The boot of fly-half Chris Malone handed Bath a crucial 21-19 win over London
Irish at the Madejski Stadium - but his injury-time drop-goal could condemn the
Exiles to relegation.
With just four points separating five teams at the bottom of the table, London
Irish desperately needed a win on home soil to manoeuvre their way into the
safety zone ahead of next weekend's league finale against Newcastle.
But head coach Gary Gold will now have to sweat it out alongside Leeds,
Harlequins, Worcester and Northampton next Saturday.
Bath, who came so close to throwing away a golden opportunity may, however,
have booked their passport into the Zurich Premiership play-off.
The west country side move ahead of Sale Sharks on the League ladder and now
just trail Wasps and Leicester.
But it all could have been a very different story.
London Irish look like they had done enough with a 72nd minute penalty but a
wayward pass by young wing Delon Armitage handed Malone the chance to strike at
goal and he did just that.
Bath, however, started the game in a ferocious fashion crawling all over
London Irish in the opening 10 minutes.
The Exiles were forced onto the defensive and soon enough they cracked with
wing Frikkie Welsh pouncing on a pass from Malone on the left wing.
England's Ollie Barkley struck the conversion but Bath were lucky to not find
themselves trailing after the west country side conceded three careless
penalties in as many minutes.
However, fly-half Barry Everitt first hit the posts, then missed the target
before finally registering three points on his third attempt.
Everitt was on-song with his next effort after the sin-binning of Bath flanker
James Scaysbrook, but Bath stayed 10-6 up thanks to a Malone drop-goal on 34
minutes, despite the earlier loss of England prop Matt Stevens.
That was until the Exiles took a morale boosting 13-10 lead into the break.
This time it was the turn of London Irish to throw Bath onto the back foot and
they did just that in style.
First Armitage found room on the right wing before offloading to skipper Ryan
Strudwick.
The South African lock was brought down but Paul Hodgson soon set full-back
Michael Horak loose who, surprised to find space in Bath's defence, started his
way over the line for a converted try.
However, London Irish could not maintain their advantage after the restart
with Bath's Zak Feau'nati finding the try-line with a well-worked score which
passed through several phases before the number eight swooped on a pass from Tom
Cheeseman.
Barkley missed the conversion but later added a 60th minute penalty.
Everitt came to London Irish's rescue though with three penalties in 12
minutes to again turn the tables and take the side into a 19-18 lead until
Armitage's wayward pass gave Bath a crucial scrum five metres from their
tryline.
Bath could not get over the line to touch down but Malone slotted home an
84th-minute drop-goal before referee Ashley Rawden blew the final whistle.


> **Exercise prompt**: Using the entries below, restate word for word only the lines from the one with "This screenshot has width=505, height=227." to the final line, leaving the pictures out.

> **Entries shown**:

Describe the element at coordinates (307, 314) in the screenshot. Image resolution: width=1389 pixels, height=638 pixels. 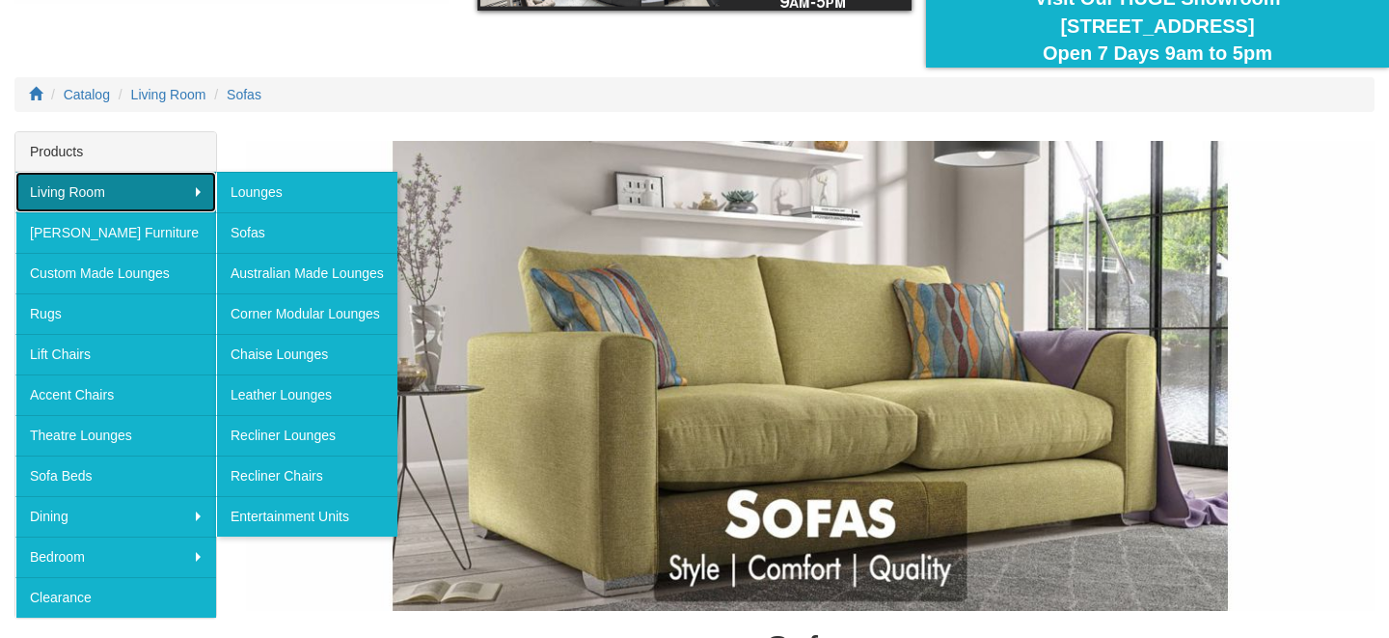
I see `a: Corner Modular Lounges` at that location.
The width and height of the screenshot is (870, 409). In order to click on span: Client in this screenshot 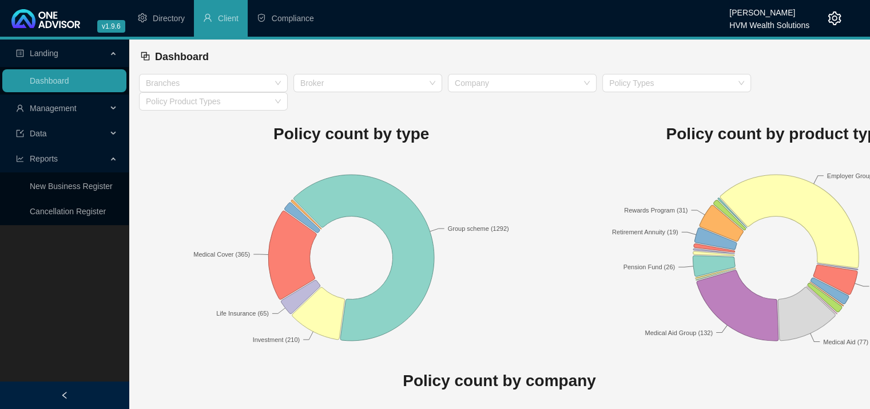, I will do `click(228, 18)`.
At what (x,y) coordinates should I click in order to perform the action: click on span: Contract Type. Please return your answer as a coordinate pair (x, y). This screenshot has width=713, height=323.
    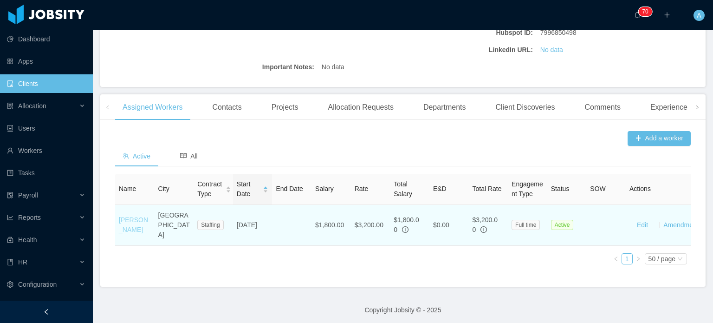
    Looking at the image, I should click on (209, 189).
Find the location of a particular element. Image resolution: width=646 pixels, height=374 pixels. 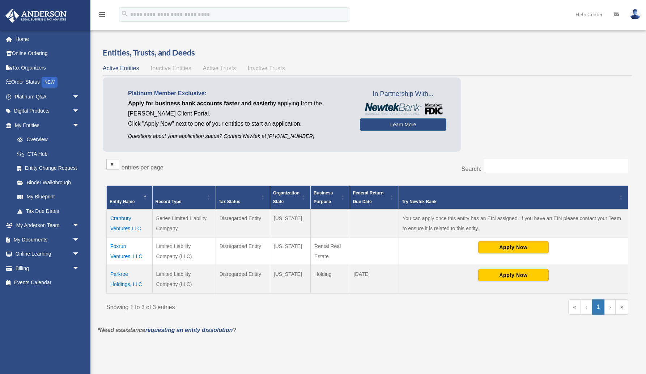

a: Tax Organizers is located at coordinates (48, 68).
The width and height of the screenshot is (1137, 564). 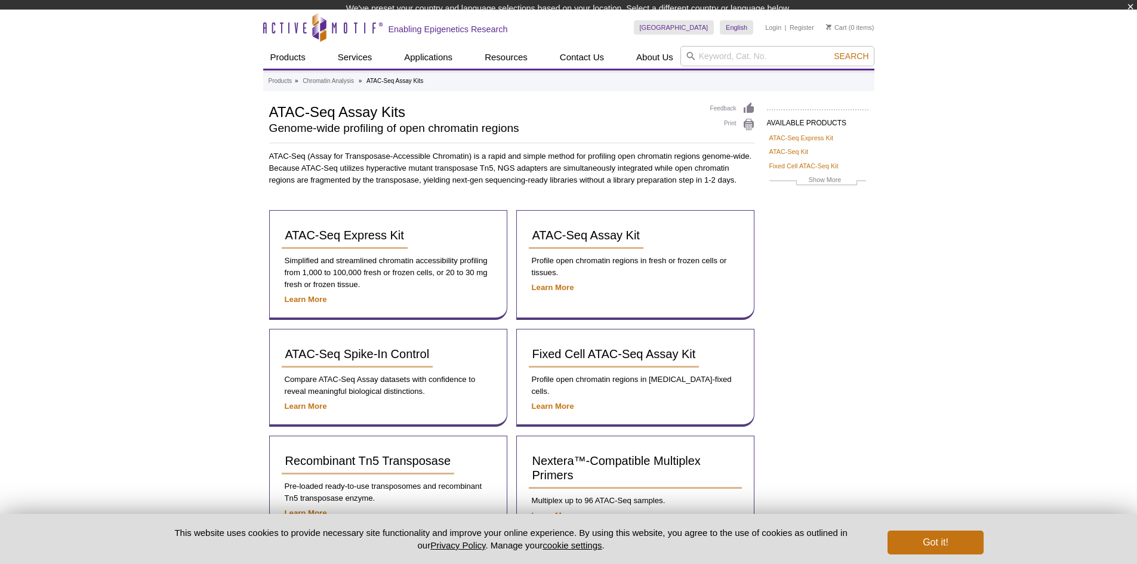 I want to click on a: Services, so click(x=355, y=57).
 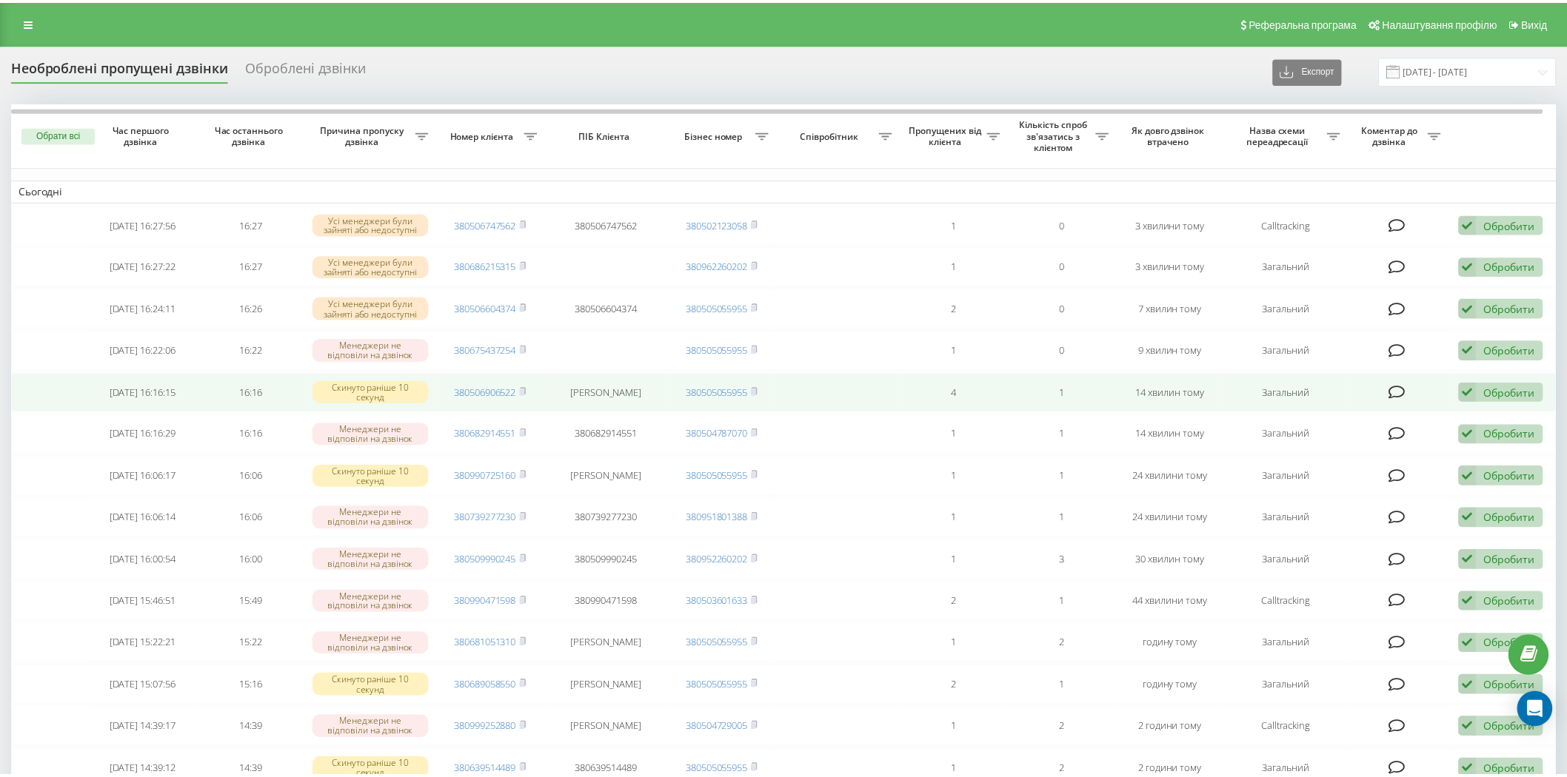 What do you see at coordinates (611, 560) in the screenshot?
I see `td: 380509990245` at bounding box center [611, 560].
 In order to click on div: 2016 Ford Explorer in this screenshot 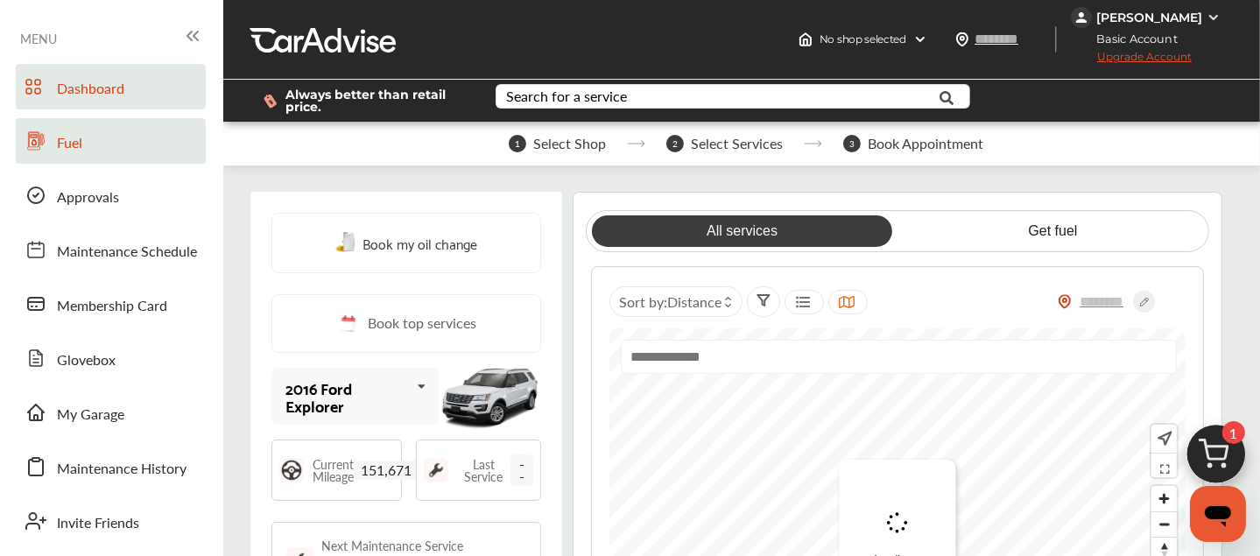, I will do `click(348, 397)`.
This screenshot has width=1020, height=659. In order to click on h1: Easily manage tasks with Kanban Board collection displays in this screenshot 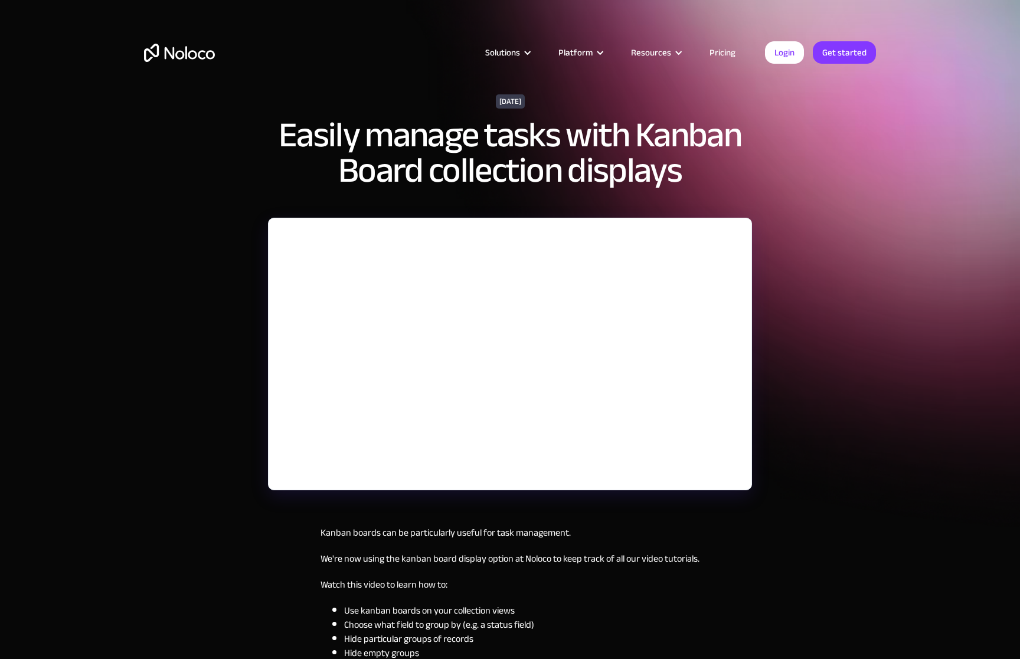, I will do `click(510, 153)`.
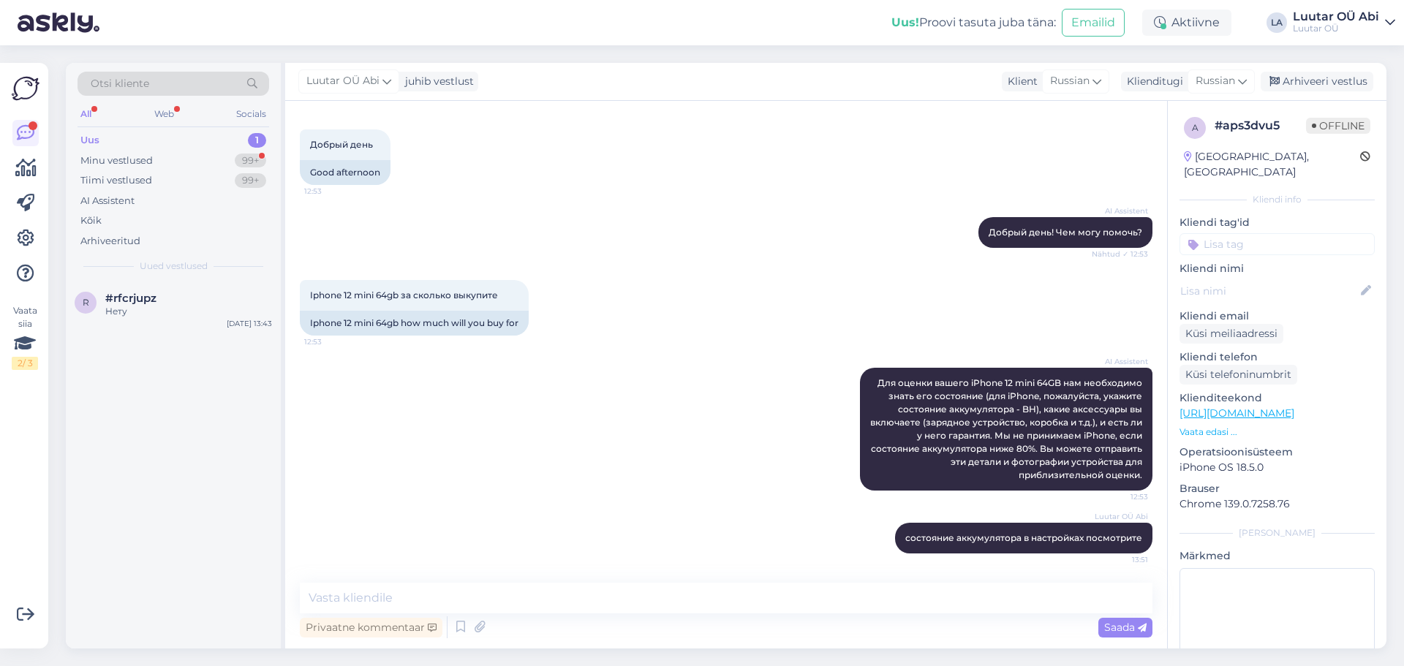 The image size is (1404, 666). I want to click on span: 13:51, so click(1120, 559).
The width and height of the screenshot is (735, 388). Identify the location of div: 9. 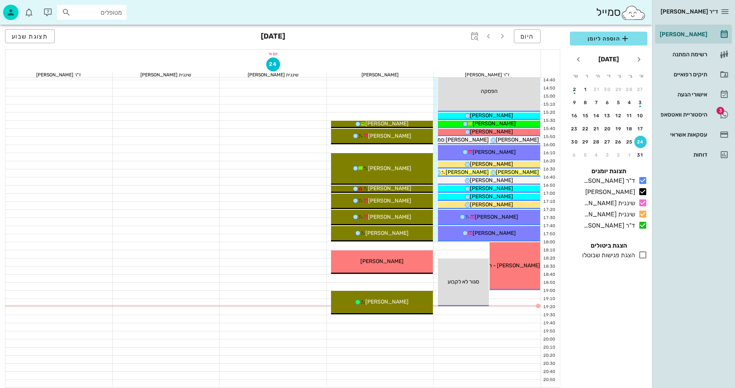
(574, 103).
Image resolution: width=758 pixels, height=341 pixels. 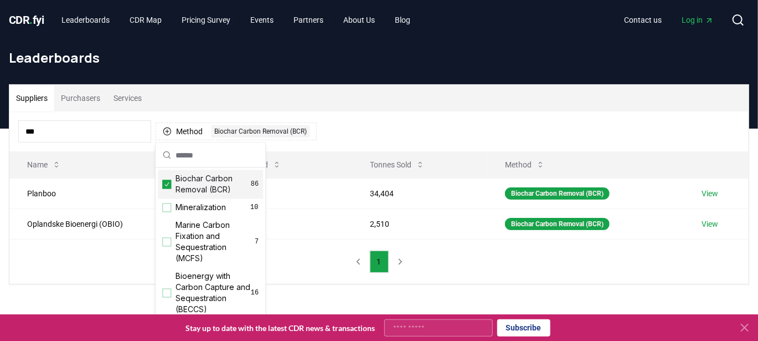 I want to click on button: MethodBiochar Carbon Removal (BCR), so click(x=236, y=131).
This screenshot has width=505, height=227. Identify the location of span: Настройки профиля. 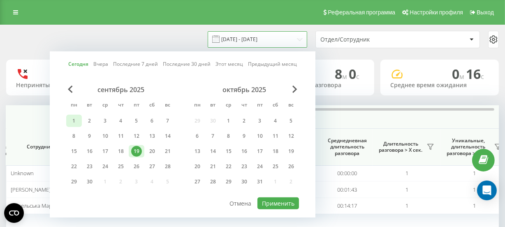
(436, 12).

> **Output of the task**:
This screenshot has width=505, height=227. Identify the location of span: Настройки профиля. 
(436, 12).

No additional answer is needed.